Fentanyl pill seizures dropped in Hamilton County. Why officials are still concerned

Fake prescription pills containing fentanyl are pouring into the United States, a new study shows, magnifying the threat of death from overdose nationwide.

In the Cincinnati region, though, the fentanyl-tainted pills have seen a downturn among seized drugs analyzed by the Hamilton County Crime Laboratory. Even so, they remain a deadly threat – especially to people who do not have an opioid addiction, experts say.

U.S. High Intensity Drug Trafficking Area agents seized 2,300 times more fentanyl-tainted pills in 2023 compared with 2017 – jumping from almost 50,000 in 2017 to more than 115 million pills in 2023, according to a study released Monday that was funded by the National Institute on Drug Abuse.

Fentanyl pills make a strong showing overall – with the proportion of fentanyl pill seizures to total fentanyl seizures representing 49% of illicit fentanyl seizures in 2023, compared to 10% in 2017. The data were gathered from the U.S. High Intensity Drug Trafficking Area organizations, including those in Ohio and Kentucky.

Experts say the pills, often unrecognizable as fake, are a serious threat to people including those who only occasionally take pills.

"There is evidence that a pretty large portion of teen deaths from fentanyl involve pill use," said Joseph Palamar, lead author on the study and an associate professor of population health at New York University. "I'm sure some of this is unintentional exposure."

'A really scary moment': Young people's overdose deaths jumped in 2020, so, what now?

Fentanyl in a pill form may be attractive to recreational drug users because they don't have to inject the drug, Palamar said. They could also be tempting for students to take, warns the U.S. Drug Enforcement Agency, because they may be disguised as a variety of pills including Adderall, popular among youth as a study and test-taking aid.

A counterfeit Adderall pill that U.S. Drug Enforcement agents seized.
A counterfeit Adderall pill that U.S. Drug Enforcement agents seized.

The pills are pressed to look just like a variety of prescription pills. Those that appear to cause the highest risk for unintentional fentanyl exposure are oxycodone, pressed as M30s, and alprazolam, which most people know as Xanax, Palamar said.

There's no way to tell how much drug seizures make a dent in the fentanyl availability, according to Palamar, because there's so much fentanyl, and fentanyl is "cheap to make" compared to other drugs. "We don't really know whether seizures help prevent deaths, but they are correlated."

In 2022, more than 107,000 people died from drug overdose in the United States, with 75% attributable to opioids, including fentanyl.

Hamilton County sees drop in fake pills – but threat is grave

Laura Kimble, senior drug chemist and forensic scientist with the Hamilton County CoronerÕs Crime Laboratory located in Blue Ash, counts out fake oxycodone in the Blue Ash-based lab in 2022.
Laura Kimble, senior drug chemist and forensic scientist with the Hamilton County CoronerÕs Crime Laboratory located in Blue Ash, counts out fake oxycodone in the Blue Ash-based lab in 2022.

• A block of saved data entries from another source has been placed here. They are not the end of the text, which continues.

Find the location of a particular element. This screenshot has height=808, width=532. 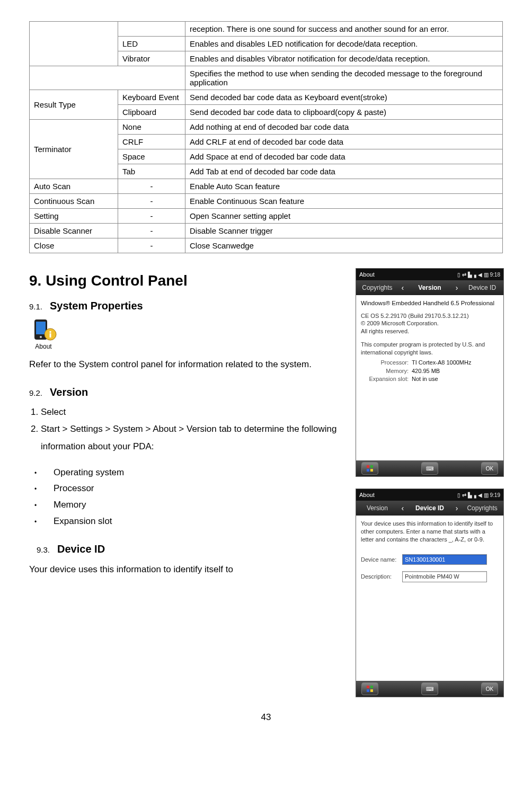

tab-bar: Copyrights ‹ Version › Device ID is located at coordinates (430, 288). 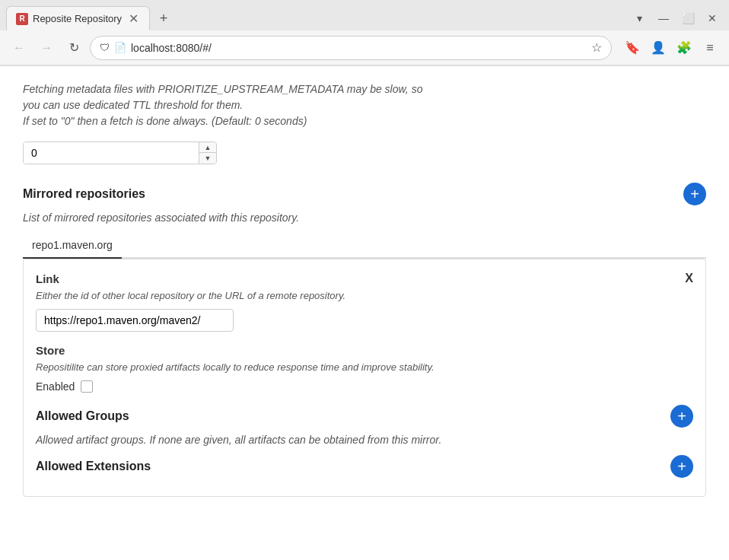 I want to click on repo-tab-maven: repo1.maven.org, so click(x=72, y=246). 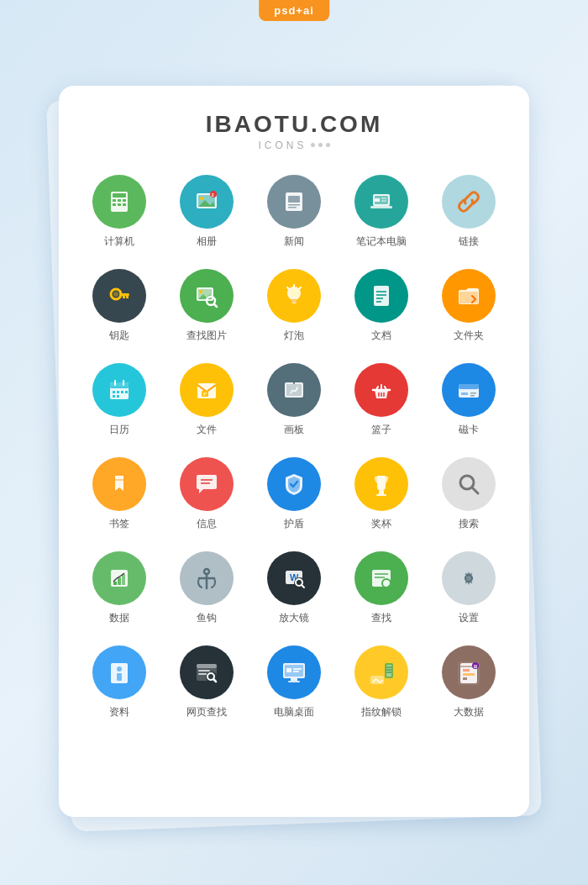 I want to click on icon-item-bulb: 灯泡, so click(x=294, y=306).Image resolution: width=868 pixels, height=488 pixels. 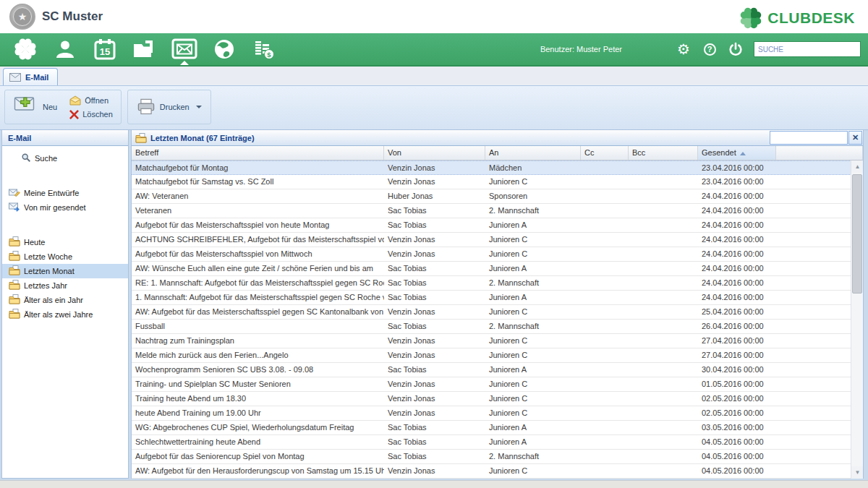 I want to click on column-header-gesendet: Gesendet, so click(x=737, y=153).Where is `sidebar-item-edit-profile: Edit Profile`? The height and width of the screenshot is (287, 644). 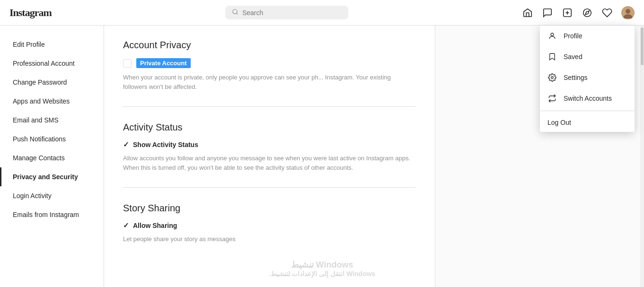 sidebar-item-edit-profile: Edit Profile is located at coordinates (52, 44).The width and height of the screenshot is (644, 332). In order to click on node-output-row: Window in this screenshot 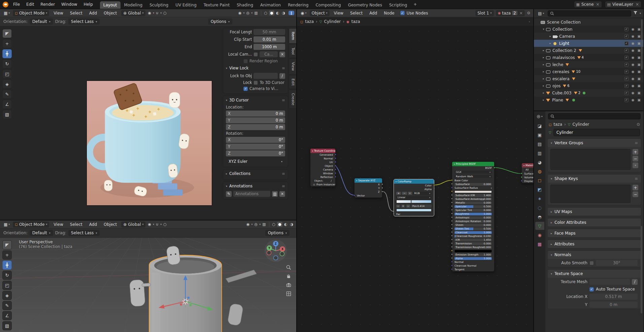, I will do `click(323, 173)`. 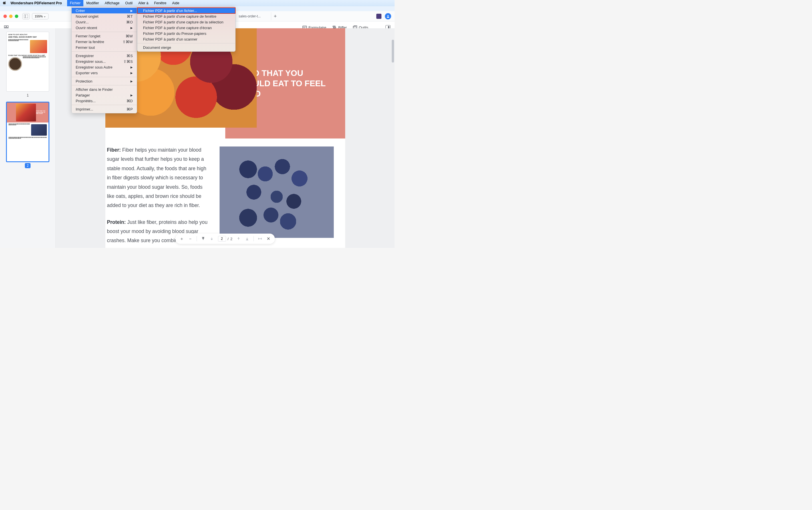 I want to click on vertical-scrollbar, so click(x=393, y=51).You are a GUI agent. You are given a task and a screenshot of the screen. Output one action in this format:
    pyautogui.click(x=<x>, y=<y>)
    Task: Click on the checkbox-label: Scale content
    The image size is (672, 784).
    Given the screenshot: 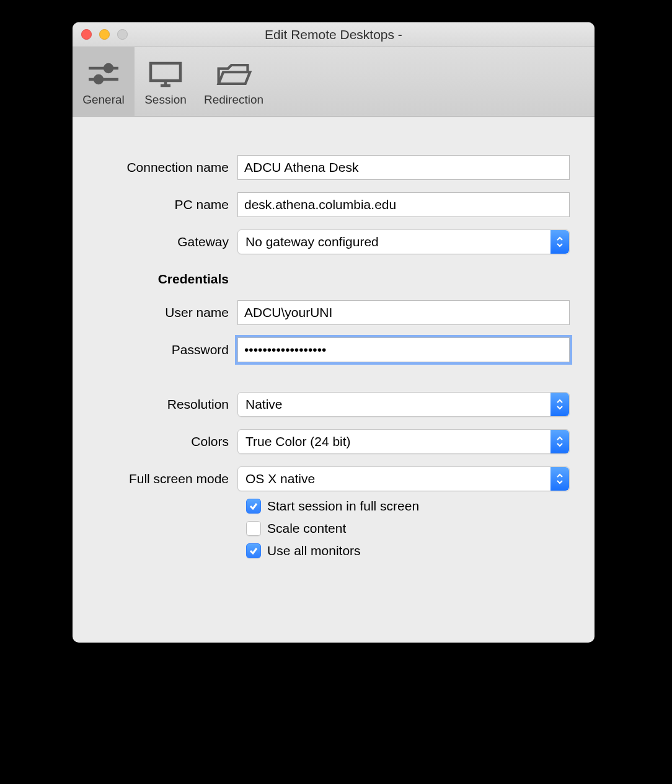 What is the action you would take?
    pyautogui.click(x=306, y=528)
     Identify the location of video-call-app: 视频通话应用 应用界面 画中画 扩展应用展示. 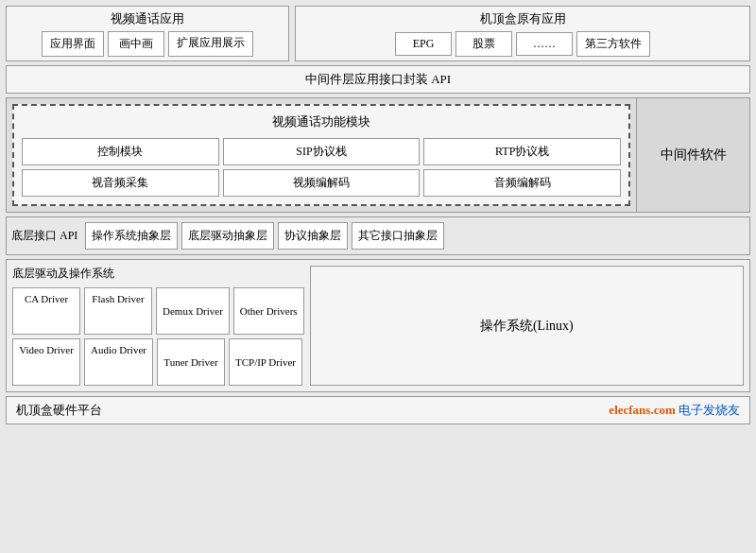
(147, 34).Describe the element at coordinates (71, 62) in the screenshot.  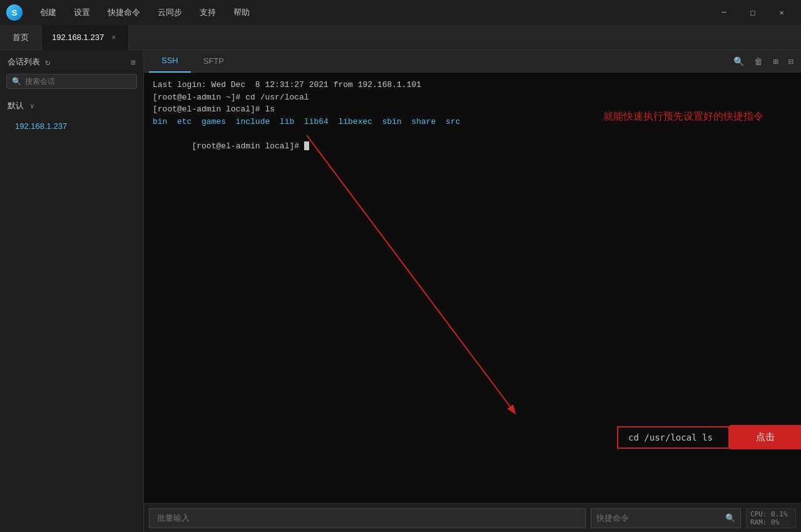
I see `sidebar-header: 会话列表 ↻ ≡` at that location. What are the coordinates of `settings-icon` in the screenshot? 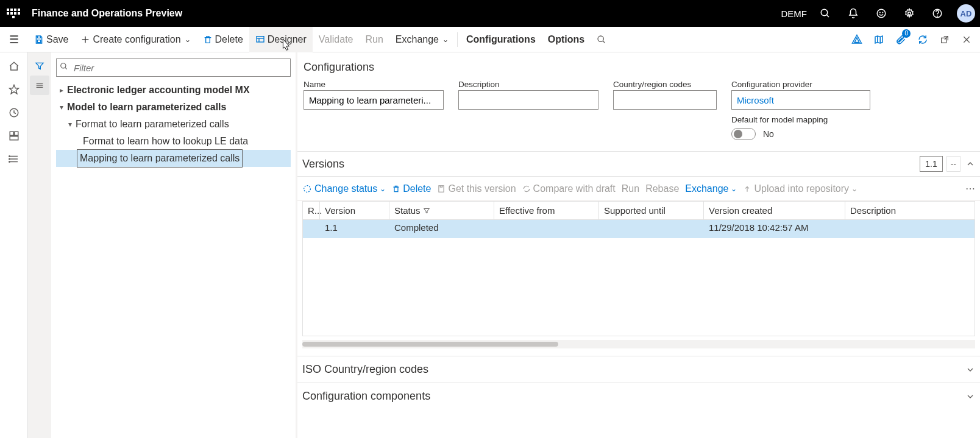 It's located at (909, 13). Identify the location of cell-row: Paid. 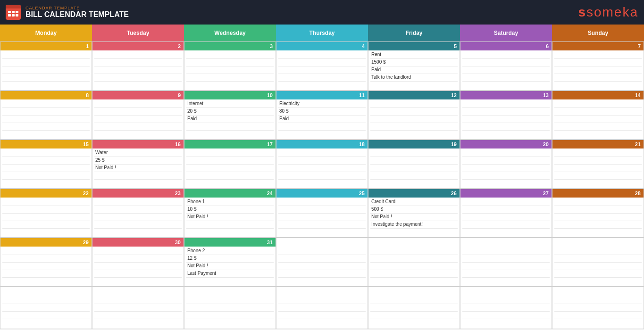
(230, 119).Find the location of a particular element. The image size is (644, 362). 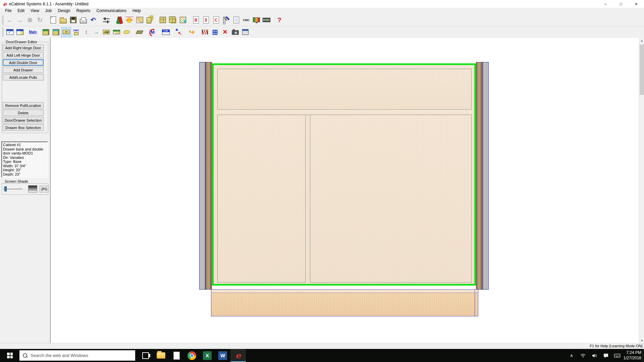

ecabinet-taskbar-button: e is located at coordinates (238, 355).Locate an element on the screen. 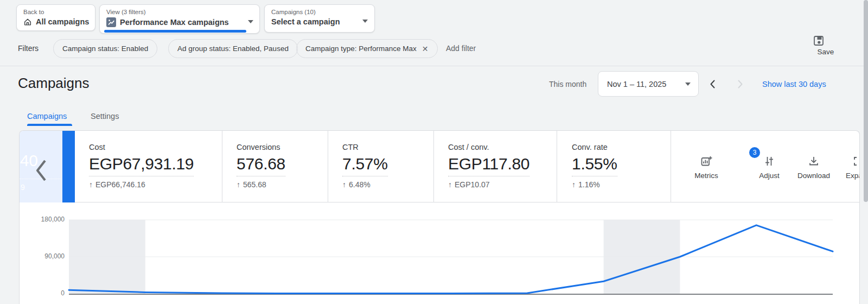 Image resolution: width=868 pixels, height=304 pixels. scorecard-delta: ↑EGP10.07 is located at coordinates (489, 185).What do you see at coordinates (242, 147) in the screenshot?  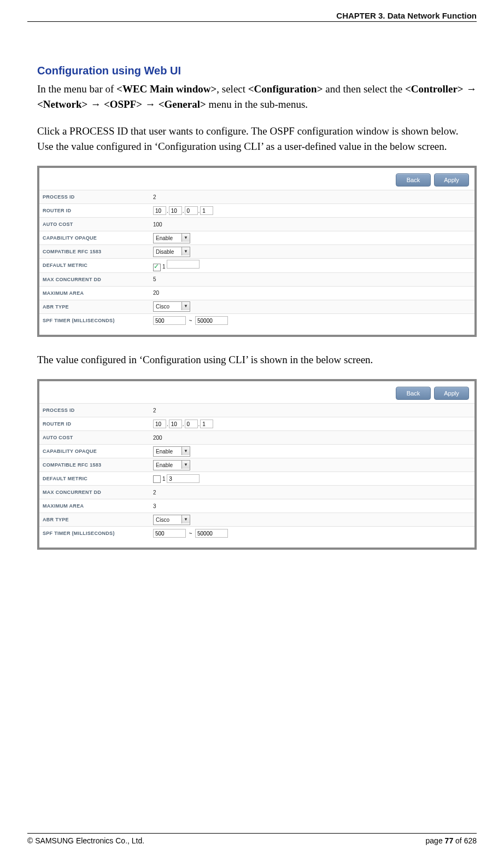 I see `text: Use the value configured in ‘Configurati…` at bounding box center [242, 147].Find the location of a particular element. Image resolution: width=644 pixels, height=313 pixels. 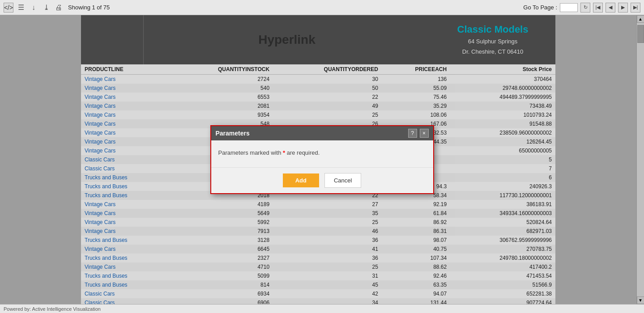

code-icon: </> is located at coordinates (9, 8). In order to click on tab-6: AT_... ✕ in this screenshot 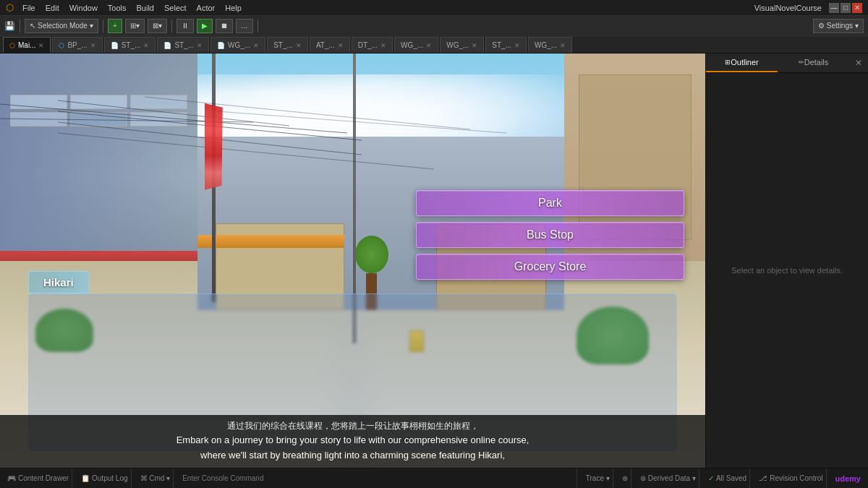, I will do `click(330, 45)`.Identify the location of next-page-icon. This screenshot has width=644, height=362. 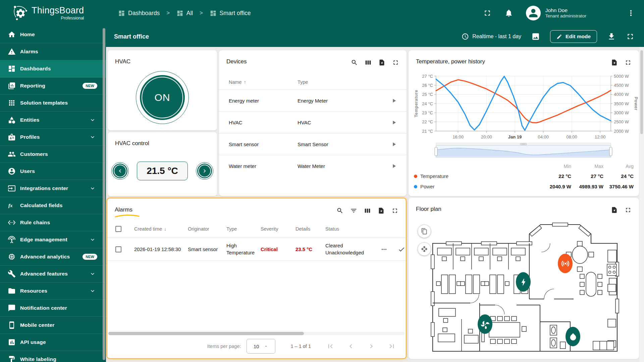
(371, 346).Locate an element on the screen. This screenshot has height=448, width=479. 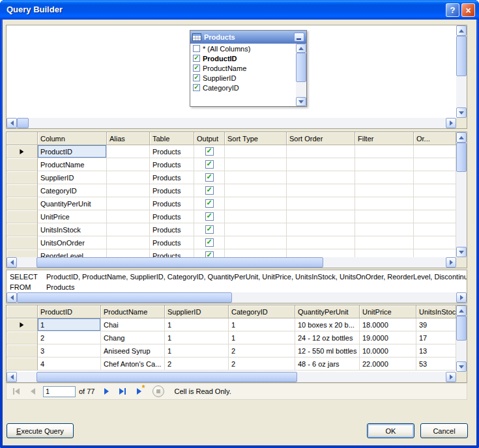
column-cell: ProductID is located at coordinates (72, 152).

Hamilton County saw a dramatic downturn in overdose deaths in 2023, and experienced a downturn of seized fentanyl pills as well.

Despite the decrease in 2023, people in Hamilton County are still vulnerable the threat of the fake prescription pills, said Newtown Police Chief Tom Synan, a coordinator with the Hamilton County Addiction Response Coalition.

"The concern is that they can tap into an entirely different market that may not seek illegal fentanyl for an addiction but instead seek medication for another condition," Synan said, "and be unintentionally exposed to fentanyl."

Congress passes new bill to target illegal fentanyl supply chain, leaves Internet out of it

Congress passed a new law in response to the increase in fentanyl pill seizures, according to Ohio's U.S. Senator Sherrod Brown, who introduced the bill along with U.S. Sen. Tim Scott, of South Carolina.

Brown visited Talbert House, a Cincinnati-based mental health and addiction facility, on Monday to discuss the FEND Off Fentanyl Act.

“This bill is a response to that rise," said Brown about FEND Off Fentanyl, which according to him took a little over a year to be written and get to President Joe Biden's desk. "That’s why Congress moved relatively quickly.”

The law will authorize the U.S. Treasury Department to block the financial assets of criminal organizations responsible for trafficking fentanyl and other illicit opioids.

“What I can do as a federal official is work to keep this stuff from even being made, take the profit out of it for these cartels that have profited from people’s tragedies," said Brown.

The Enquirer asked Brown whether FEND Off Fentanyl would help prevent teens from buying fentanyl-laced pills on the internet, an area of increasing concern for parents and doctors across the country. Brown said that it does not address that issue specifically, but that the law would help reduce the supply of the drug in the first place.